You believe you make decisions based on facts, evidence, and common sense. This does not guarantee that your decisions are always correct.
Have you ever considered that two things can be true at the same time? In this case, that the COVID virus could have accidentally leaked from the Wuhan Institute of Virology but also because of natural zoonotic transmission?
I previously mentioned consensus generally favors a natural zoonotic origin. You asked what consensus. One would hope that to conclude that the COVID pandemic is the result of the Wuhan lab leak you would have investigated other possibilities and therefore known that the leading consensus among major health organizations, including the World Health Organization is that COVID is of zoonotic origin. Zoonotic spillover is also the consensus of the scientific community at large.
COVID is a virus like SARS, MERS, and Ebola, and the vast majority of emerging infectious diseases in human history are zoonotic. The virus "Monkeypox" or Mpox was first identified in captive monkeys used for research in 1958. But there are also many viruses resulting from accidental laboratory escapes, such as the Russian Flu and the Marburg virus, and many other viruses.
I don't "believe" that I make decisions based facts, evidence, and common sense. That's literally what I do. I follow the facts wherever they lead. And I've said things on this board that probably everyone at some point has disagreed with.
I've never said I'm always correct. I'm not. That is a straw man. I've been wrong about a lot of things. I change my mind all the time. Like about Trump. I devoted an entire thread to tracking how badly I thought he would lose in 2016, using the fact that the majority of primary votes went to other candidates. And we see how that prediction turned out.
Regarding Covid, why would you place any stock in the "consensus" when they were so incredibly dishonest and so wrong about the pandemic? I knew nothing about pandemics before Covid. When I started listening to the unbiased experts, I learned so much. And a lot of what I learned conflicted with the "consensus."
A refresher:
- Fauci treated Covid the same way he treated HIV and AIDS when it first developed. Do you remember how he and the "consensus" tried to tell us it was not a gay disease and that everyone had the same risk? That was a lie. Just like with Covid, there was a discreet group of people at risk: people having gay/anal sex, intravenous drug users, people getting blood transfusions, and people with third world health immune systems.
- They did the same thing with Covid. Covid (as a deadly virus) targeted discreet groups: the elderly with comorbidites, the obese, and immuno-comprmised people. It was lethal for those groups. For everyone else, it was largely like the cold or flu. My first clue that we were overstating the risk was when the study first came out in Italy (?) where the average age of people dying was over 80. Then the people dying here early on were in nursing homes.
- The "consensus" cooked the books regarding the death toll, where people who died "with" Covid were listed as dying "from" Covid.
- I learned that kids are not effective transmitters of the virus and do not get seriously ill or die from it. Minuscule numbers. So we should have never shut down the schools.
- I learned that when a virus is out in the community, lockdowns are ineffective. So we should not have shut down the country, even though the "consensus" said we should. Remember 14 days to slow the spread?
- I learned that natural immunity was as or more effective than the vaccines, despite what the "consensus" said.
- I learned that the lockdowns interfered with herd immunity, which actually made the pandemic last longer.
- I listened while people from the CDC, to talking heads, to the POTUS lied to us and said the vaccines would stop the spread of the virus.
- I heard Facui and the "consensus" tell us that masks would stop the spread of the virus. Wrong.
- I watched while they tried to force essentially the entire country to take an experimental vaccine, when that vaccine neither stopped you from catching nor spreading the virus.
- I heard the "consensus" tell us that six feet of social distancing was required and based on science, only to later learn that they pulled six feet out of their rear end, that effective social distancing was more like about 30 feet, and they picked 6 because it would be easier to sell to the public.
- I saw how Fauci and his gangsters tried to censor anything that contradicted their narrative. And now we see exactly why he wanted a pardon.
There is more, but given this, why in God's name would I give any credence to the "consensus"?
I don't think there is anything wrong with looking at the consensus, but you still have to think for yourself and see if what they are saying makes sennse. For example, a friend of mine who actually recently passed away was mad at me during the pandemic because she said that we had a crisis in Hawaii with Covid patients being quarantined, taking up hospital space, and that we only had about 500 ventilators in the entire state. (Her husband is a doctor.). When I asked how many Covid patients are actually using ventilators, she lost her mind, started telling me "you're not a doctor," etc. I said: "yeah, but I did stay at a Holiday Inn Express last night." That didn't go over too well.

. The point was: how could the limited number of ventilators be a crisis unless they were actually being monopolized by Covid patients.
But I digress. If you actually look at the evidence and think about this logically it's hard to come any other reasonable conclusion.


§ **Try it**
Look down the entries below and report how many lines hold the string "income"; write nothing else.

§ **Listed entries**
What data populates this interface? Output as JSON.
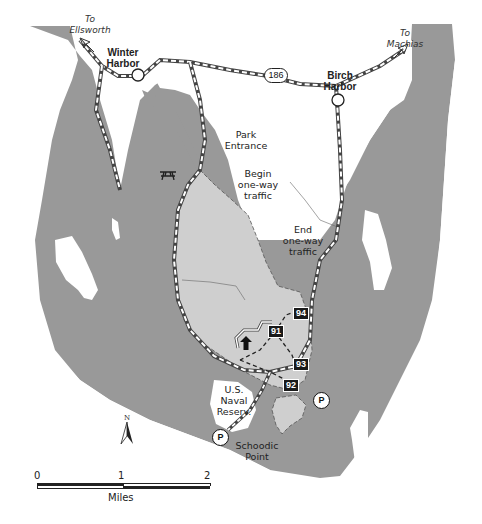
{
  "map": {
    "title": "Schoodic Peninsula",
    "colors": {
      "water": "#999999",
      "land": "#ffffff",
      "park": "#cfcfcf",
      "road": "#444444"
    },
    "towns": [
      {
        "name_line1": "Winter",
        "name_line2": "Harbor"
      },
      {
        "name_line1": "Birch",
        "name_line2": "Harbor"
      }
    ],
    "directions": [
      {
        "line1": "To",
        "line2": "Ellsworth"
      },
      {
        "line1": "To",
        "line2": "Machias"
      }
    ],
    "route_number": "186",
    "annotations": {
      "park_entrance": {
        "line1": "Park",
        "line2": "Entrance"
      },
      "begin_one_way": {
        "line1": "Begin",
        "line2": "one-way",
        "line3": "traffic"
      },
      "end_one_way": {
        "line1": "End",
        "line2": "one-way",
        "line3": "traffic"
      },
      "naval_reserve": {
        "line1": "U.S.",
        "line2": "Naval",
        "line3": "Reserv."
      },
      "schoodic_point": {
        "line1": "Schoodic",
        "line2": "Point"
      }
    },
    "hike_markers": [
      "91",
      "92",
      "93",
      "94"
    ],
    "parking_label": "P",
    "icons": [
      "picnic-area-icon",
      "trailhead-arrow-icon",
      "parking-icon",
      "north-arrow-icon"
    ]
  },
  "compass": {
    "label": "N"
  },
  "scale_bar": {
    "ticks": [
      "0",
      "1",
      "2"
    ],
    "unit": "Miles"
  }
}
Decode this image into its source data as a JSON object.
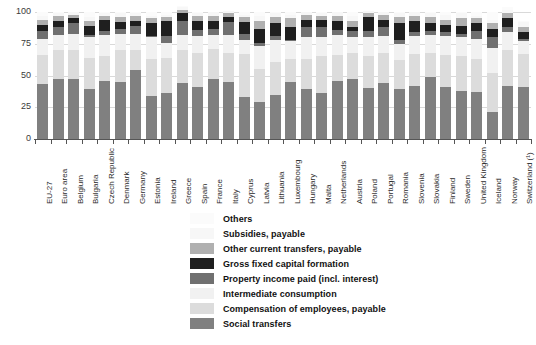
{
  "chart_data": {
    "type": "bar",
    "stacked": true,
    "title": "",
    "subtitle": "",
    "xlabel": "",
    "ylabel": "",
    "ylim": [
      0,
      100
    ],
    "yticks": [
      0,
      25,
      50,
      75,
      100
    ],
    "ytick_labels": [
      "0",
      "25",
      "50",
      "75",
      "100"
    ],
    "grid": true,
    "grid_axis": "y",
    "legend_position": "bottom-center",
    "categories": [
      "EU-27",
      "Euro area",
      "Belgium",
      "Bulgaria",
      "Czech Republic",
      "Denmark",
      "Germany",
      "Estonia",
      "Ireland",
      "Greece",
      "Spain",
      "France",
      "Italy",
      "Cyprus",
      "Latvia",
      "Lithuania",
      "Luxembourg",
      "Hungary",
      "Malta",
      "Netherlands",
      "Austria",
      "Poland",
      "Portugal",
      "Romania",
      "Slovenia",
      "Slovakia",
      "Finland",
      "Sweden",
      "United Kingdom",
      "Iceland",
      "Norway",
      "Switzerland (¹)"
    ],
    "series": [
      {
        "name": "Social transfers",
        "color": "#808080",
        "values": [
          43,
          47,
          47,
          39,
          46,
          45,
          54,
          34,
          36,
          44,
          41,
          47,
          45,
          33,
          29,
          35,
          45,
          39,
          36,
          46,
          47,
          40,
          44,
          39,
          42,
          49,
          41,
          38,
          37,
          21,
          42,
          41
        ]
      },
      {
        "name": "Compensation of employees, payable",
        "color": "#dcdcdc",
        "values": [
          23,
          23,
          23,
          25,
          19,
          25,
          16,
          29,
          28,
          26,
          27,
          24,
          23,
          34,
          26,
          26,
          18,
          24,
          29,
          20,
          21,
          25,
          24,
          23,
          25,
          19,
          25,
          27,
          26,
          31,
          28,
          26
        ]
      },
      {
        "name": "Intermediate consumption",
        "color": "#f1f1f1",
        "values": [
          13,
          12,
          13,
          16,
          17,
          13,
          13,
          17,
          12,
          12,
          13,
          11,
          14,
          11,
          18,
          17,
          14,
          17,
          15,
          16,
          12,
          15,
          13,
          13,
          14,
          14,
          15,
          15,
          16,
          20,
          14,
          10
        ]
      },
      {
        "name": "Property income paid (incl. interest)",
        "color": "#707070",
        "values": [
          6,
          6,
          8,
          2,
          3,
          4,
          6,
          1,
          5,
          11,
          5,
          5,
          10,
          5,
          3,
          3,
          1,
          8,
          8,
          4,
          5,
          5,
          7,
          3,
          3,
          3,
          3,
          3,
          6,
          8,
          4,
          2
        ]
      },
      {
        "name": "Gross fixed capital formation",
        "color": "#1f1f1f",
        "values": [
          5,
          5,
          4,
          7,
          9,
          5,
          4,
          10,
          12,
          6,
          7,
          6,
          4,
          9,
          11,
          10,
          10,
          6,
          6,
          7,
          3,
          11,
          6,
          13,
          9,
          6,
          6,
          6,
          6,
          7,
          7,
          5
        ]
      },
      {
        "name": "Other current transfers, payable",
        "color": "#b0b0b0",
        "values": [
          4,
          4,
          3,
          4,
          3,
          4,
          4,
          4,
          3,
          3,
          4,
          4,
          3,
          4,
          6,
          5,
          7,
          4,
          3,
          4,
          5,
          3,
          4,
          5,
          4,
          5,
          4,
          6,
          4,
          4,
          4,
          4
        ]
      },
      {
        "name": "Subsidies, payable",
        "color": "#f7f7f7",
        "values": [
          3,
          2,
          2,
          3,
          2,
          3,
          2,
          2,
          2,
          2,
          2,
          3,
          2,
          2,
          4,
          3,
          3,
          2,
          2,
          3,
          4,
          2,
          2,
          3,
          3,
          3,
          4,
          4,
          2,
          3,
          3,
          4
        ]
      },
      {
        "name": "Others",
        "color": "#fbfbfb",
        "values": [
          3,
          1,
          0,
          4,
          1,
          1,
          1,
          3,
          2,
          1,
          1,
          0,
          0,
          2,
          3,
          1,
          2,
          0,
          1,
          0,
          3,
          0,
          0,
          1,
          0,
          1,
          2,
          1,
          3,
          6,
          2,
          1
        ]
      }
    ],
    "legend_order_top_to_bottom": [
      "Others",
      "Subsidies, payable",
      "Other current transfers, payable",
      "Gross fixed capital formation",
      "Property income paid (incl. interest)",
      "Intermediate consumption",
      "Compensation of employees, payable",
      "Social transfers"
    ]
  },
  "legend": {
    "items": [
      {
        "label": "Others",
        "color": "#fbfbfb"
      },
      {
        "label": "Subsidies, payable",
        "color": "#f7f7f7"
      },
      {
        "label": "Other current transfers, payable",
        "color": "#b0b0b0"
      },
      {
        "label": "Gross fixed capital formation",
        "color": "#1f1f1f"
      },
      {
        "label": "Property income paid (incl. interest)",
        "color": "#707070"
      },
      {
        "label": "Intermediate consumption",
        "color": "#f1f1f1"
      },
      {
        "label": "Compensation of employees, payable",
        "color": "#dcdcdc"
      },
      {
        "label": "Social transfers",
        "color": "#808080"
      }
    ]
  },
  "colors": {
    "axis": "#555555",
    "grid": "#d9d9d9",
    "tick_text": "#3a3a3a",
    "label_text": "#2b2b2b",
    "legend_text": "#111111",
    "background": "#ffffff"
  }
}
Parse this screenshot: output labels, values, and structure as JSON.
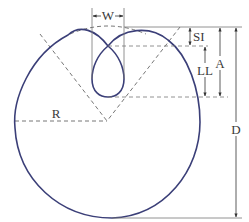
{
  "diagram": {
    "type": "geometric-dimension-drawing",
    "labels": {
      "width": "W",
      "slot_inset": "SI",
      "loop_length": "LL",
      "depth_a": "A",
      "diameter": "D",
      "radius": "R"
    },
    "colors": {
      "profile_stroke": "#3b3f78",
      "dimension_stroke": "#555555",
      "text": "#3a3a3a",
      "background": "#ffffff"
    }
  }
}
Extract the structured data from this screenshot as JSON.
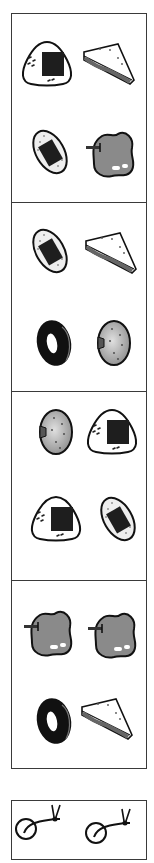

§ **Reply to the exercise**
3